Unicode Standard for Fonts

In PDFs, text is represented using character encodings — a system that maps characters (letters, symbols, numbers) to specific numeric values. The most reliable and universal encoding method is the Unicode standard, which assigns a unique code point to every character across all writing systems, languages, and symbols.

When a PDF adheres to Unicode standards, text can be extracted, compared, and analyzed accurately by proofing and automation tools. However, not all PDFs are built this way. Some fonts or creation tools apply non-standard mappings, which can lead to misinterpretation of text content.

Common Issues with Non-Standard Unicode Fonts

IssueDescription
Embedded fonts with custom encodingsCertain PDFs embed fonts using custom or partial encoding schemes instead of Unicode. These fonts display correctly visually but fail to expose the proper character information to extraction tools.
Non-standard character-to-glyph mappingIn these cases, visual characters (glyphs) are linked to arbitrary internal codes. While they look correct in the PDF viewer, proofing software may extract them as meaningless or incorrect characters.
Identity-H or Identity-V encodingsSome fonts use “Identity” mappings, which bypass Unicode entirely and rely on font-specific glyph indexes. This is common in CJK (Chinese, Japanese, Korean) or symbol-heavy documents, and it prevents direct text interpretation.

Why It Matters for Proofing?

Proofing operations such as text comparison, spell checks, and content validation depend on accurate text extraction. When a PDF uses non-Unicode or custom encodings, these processes can fail or return unreadable text (“garbled” characters).

Our proofing system includes intelligent font-decoding mechanisms to interpret common non-standard mappings and recover readable text where possible. However, for best results, designers and prepress teams should ensure that:

  • Text objects in artwork files are encoded using Unicode-compliant fonts.
  • Fonts are embedded correctly during PDF export.
  • Non-Unicode or proprietary typefaces are avoided wherever possible.

Ensuring Unicode compliance not only improves text reliability in proofing but also enhances long-term document compatibility and accessibility.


▶ TASK BRIEF
Copy every entry word for word, but skip the pictures.

▶ DATA IN THIS EXERCISE
* * * * * * *

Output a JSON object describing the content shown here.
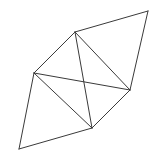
{
  "figure": {
    "background_color": "#ffffff",
    "stroke_color": "#3a3a3a",
    "stroke_width": 1,
    "width": 162,
    "height": 166
  },
  "chart_data": {
    "type": "diagram",
    "subtype": "planar-graph-triangulation",
    "coordinate_system": "pixels, origin top-left",
    "xlim": [
      0,
      162
    ],
    "ylim": [
      0,
      166
    ],
    "grid": false,
    "legend": false,
    "vertex_count": 6,
    "edge_count": 10,
    "vertices": [
      {
        "id": "v1",
        "label": "top-right",
        "x": 148,
        "y": 11
      },
      {
        "id": "v2",
        "label": "apex",
        "x": 75,
        "y": 32
      },
      {
        "id": "v3",
        "label": "left",
        "x": 34,
        "y": 73
      },
      {
        "id": "v4",
        "label": "right",
        "x": 130,
        "y": 90
      },
      {
        "id": "v5",
        "label": "bottom-middle",
        "x": 92,
        "y": 128
      },
      {
        "id": "v6",
        "label": "bottom-left",
        "x": 19,
        "y": 149
      }
    ],
    "edges": [
      {
        "id": "e1",
        "from": "v2",
        "to": "v1",
        "kind": "boundary"
      },
      {
        "id": "e2",
        "from": "v1",
        "to": "v4",
        "kind": "boundary"
      },
      {
        "id": "e3",
        "from": "v2",
        "to": "v4",
        "kind": "internal"
      },
      {
        "id": "e4",
        "from": "v3",
        "to": "v2",
        "kind": "boundary"
      },
      {
        "id": "e5",
        "from": "v3",
        "to": "v4",
        "kind": "internal"
      },
      {
        "id": "e6",
        "from": "v2",
        "to": "v5",
        "kind": "internal"
      },
      {
        "id": "e7",
        "from": "v3",
        "to": "v5",
        "kind": "internal"
      },
      {
        "id": "e8",
        "from": "v4",
        "to": "v5",
        "kind": "boundary"
      },
      {
        "id": "e9",
        "from": "v3",
        "to": "v6",
        "kind": "boundary"
      },
      {
        "id": "e10",
        "from": "v6",
        "to": "v5",
        "kind": "boundary"
      }
    ],
    "crossings": [
      {
        "id": "x1",
        "x": 86,
        "y": 87,
        "between": [
          "e5",
          "e6"
        ]
      }
    ]
  }
}
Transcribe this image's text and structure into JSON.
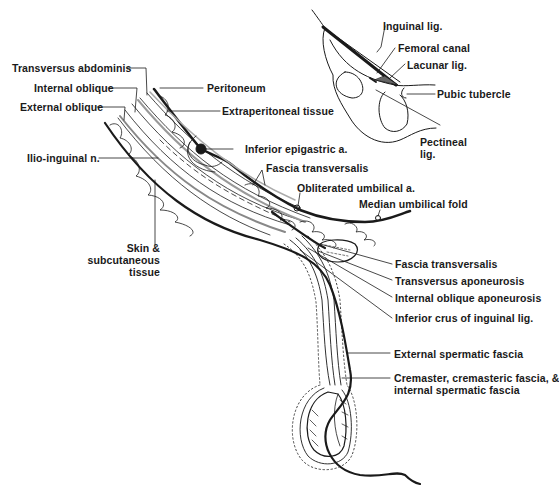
{
  "diagram": {
    "type": "anatomical-cross-section",
    "labels_left": [
      {
        "id": "transversus-abdominis",
        "text": "Transversus abdominis"
      },
      {
        "id": "internal-oblique",
        "text": "Internal oblique"
      },
      {
        "id": "external-oblique",
        "text": "External oblique"
      },
      {
        "id": "ilio-inguinal-n",
        "text": "Ilio-inguinal n."
      },
      {
        "id": "skin-line1",
        "text": "Skin &"
      },
      {
        "id": "skin-line2",
        "text": "subcutaneous"
      },
      {
        "id": "skin-line3",
        "text": "tissue"
      }
    ],
    "labels_right": [
      {
        "id": "peritoneum",
        "text": "Peritoneum"
      },
      {
        "id": "extraperitoneal-tissue",
        "text": "Extraperitoneal tissue"
      },
      {
        "id": "inferior-epigastric-a",
        "text": "Inferior epigastric a."
      },
      {
        "id": "fascia-transversalis-upper",
        "text": "Fascia transversalis"
      },
      {
        "id": "obliterated-umbilical-a",
        "text": "Obliterated umbilical a."
      },
      {
        "id": "median-umbilical-fold",
        "text": "Median umbilical fold"
      },
      {
        "id": "fascia-transversalis-lower",
        "text": "Fascia transversalis"
      },
      {
        "id": "transversus-aponeurosis",
        "text": "Transversus aponeurosis"
      },
      {
        "id": "internal-oblique-aponeurosis",
        "text": "Internal oblique aponeurosis"
      },
      {
        "id": "inferior-crus",
        "text": "Inferior crus of inguinal lig."
      },
      {
        "id": "external-spermatic-fascia",
        "text": "External spermatic fascia"
      },
      {
        "id": "cremaster-line1",
        "text": "Cremaster, cremasteric fascia, &"
      },
      {
        "id": "cremaster-line2",
        "text": "internal spermatic fascia"
      }
    ],
    "inset": {
      "labels": [
        {
          "id": "inguinal-lig",
          "text": "Inguinal lig."
        },
        {
          "id": "femoral-canal",
          "text": "Femoral canal"
        },
        {
          "id": "lacunar-lig",
          "text": "Lacunar lig."
        },
        {
          "id": "pubic-tubercle",
          "text": "Pubic tubercle"
        },
        {
          "id": "pectineal-line1",
          "text": "Pectineal"
        },
        {
          "id": "pectineal-line2",
          "text": "lig."
        }
      ]
    }
  }
}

* * * * * * *

▶ EXERCISE RESPONSE
Output a JSON object describing the content shown here.
{
  "figure": {
    "background_color": "#ffffff",
    "stroke_color": "#3a3a3a",
    "stroke_width": 1,
    "width": 162,
    "height": 166
  },
  "chart_data": {
    "type": "diagram",
    "subtype": "planar-graph-triangulation",
    "coordinate_system": "pixels, origin top-left",
    "xlim": [
      0,
      162
    ],
    "ylim": [
      0,
      166
    ],
    "grid": false,
    "legend": false,
    "vertex_count": 6,
    "edge_count": 10,
    "vertices": [
      {
        "id": "v1",
        "label": "top-right",
        "x": 148,
        "y": 11
      },
      {
        "id": "v2",
        "label": "apex",
        "x": 75,
        "y": 32
      },
      {
        "id": "v3",
        "label": "left",
        "x": 34,
        "y": 73
      },
      {
        "id": "v4",
        "label": "right",
        "x": 130,
        "y": 90
      },
      {
        "id": "v5",
        "label": "bottom-middle",
        "x": 92,
        "y": 128
      },
      {
        "id": "v6",
        "label": "bottom-left",
        "x": 19,
        "y": 149
      }
    ],
    "edges": [
      {
        "id": "e1",
        "from": "v2",
        "to": "v1",
        "kind": "boundary"
      },
      {
        "id": "e2",
        "from": "v1",
        "to": "v4",
        "kind": "boundary"
      },
      {
        "id": "e3",
        "from": "v2",
        "to": "v4",
        "kind": "internal"
      },
      {
        "id": "e4",
        "from": "v3",
        "to": "v2",
        "kind": "boundary"
      },
      {
        "id": "e5",
        "from": "v3",
        "to": "v4",
        "kind": "internal"
      },
      {
        "id": "e6",
        "from": "v2",
        "to": "v5",
        "kind": "internal"
      },
      {
        "id": "e7",
        "from": "v3",
        "to": "v5",
        "kind": "internal"
      },
      {
        "id": "e8",
        "from": "v4",
        "to": "v5",
        "kind": "boundary"
      },
      {
        "id": "e9",
        "from": "v3",
        "to": "v6",
        "kind": "boundary"
      },
      {
        "id": "e10",
        "from": "v6",
        "to": "v5",
        "kind": "boundary"
      }
    ],
    "crossings": [
      {
        "id": "x1",
        "x": 86,
        "y": 87,
        "between": [
          "e5",
          "e6"
        ]
      }
    ]
  }
}
Transcribe this image's text and structure into JSON.
{
  "diagram": {
    "type": "anatomical-cross-section",
    "labels_left": [
      {
        "id": "transversus-abdominis",
        "text": "Transversus abdominis"
      },
      {
        "id": "internal-oblique",
        "text": "Internal oblique"
      },
      {
        "id": "external-oblique",
        "text": "External oblique"
      },
      {
        "id": "ilio-inguinal-n",
        "text": "Ilio-inguinal n."
      },
      {
        "id": "skin-line1",
        "text": "Skin &"
      },
      {
        "id": "skin-line2",
        "text": "subcutaneous"
      },
      {
        "id": "skin-line3",
        "text": "tissue"
      }
    ],
    "labels_right": [
      {
        "id": "peritoneum",
        "text": "Peritoneum"
      },
      {
        "id": "extraperitoneal-tissue",
        "text": "Extraperitoneal tissue"
      },
      {
        "id": "inferior-epigastric-a",
        "text": "Inferior epigastric a."
      },
      {
        "id": "fascia-transversalis-upper",
        "text": "Fascia transversalis"
      },
      {
        "id": "obliterated-umbilical-a",
        "text": "Obliterated umbilical a."
      },
      {
        "id": "median-umbilical-fold",
        "text": "Median umbilical fold"
      },
      {
        "id": "fascia-transversalis-lower",
        "text": "Fascia transversalis"
      },
      {
        "id": "transversus-aponeurosis",
        "text": "Transversus aponeurosis"
      },
      {
        "id": "internal-oblique-aponeurosis",
        "text": "Internal oblique aponeurosis"
      },
      {
        "id": "inferior-crus",
        "text": "Inferior crus of inguinal lig."
      },
      {
        "id": "external-spermatic-fascia",
        "text": "External spermatic fascia"
      },
      {
        "id": "cremaster-line1",
        "text": "Cremaster, cremasteric fascia, &"
      },
      {
        "id": "cremaster-line2",
        "text": "internal spermatic fascia"
      }
    ],
    "inset": {
      "labels": [
        {
          "id": "inguinal-lig",
          "text": "Inguinal lig."
        },
        {
          "id": "femoral-canal",
          "text": "Femoral canal"
        },
        {
          "id": "lacunar-lig",
          "text": "Lacunar lig."
        },
        {
          "id": "pubic-tubercle",
          "text": "Pubic tubercle"
        },
        {
          "id": "pectineal-line1",
          "text": "Pectineal"
        },
        {
          "id": "pectineal-line2",
          "text": "lig."
        }
      ]
    }
  }
}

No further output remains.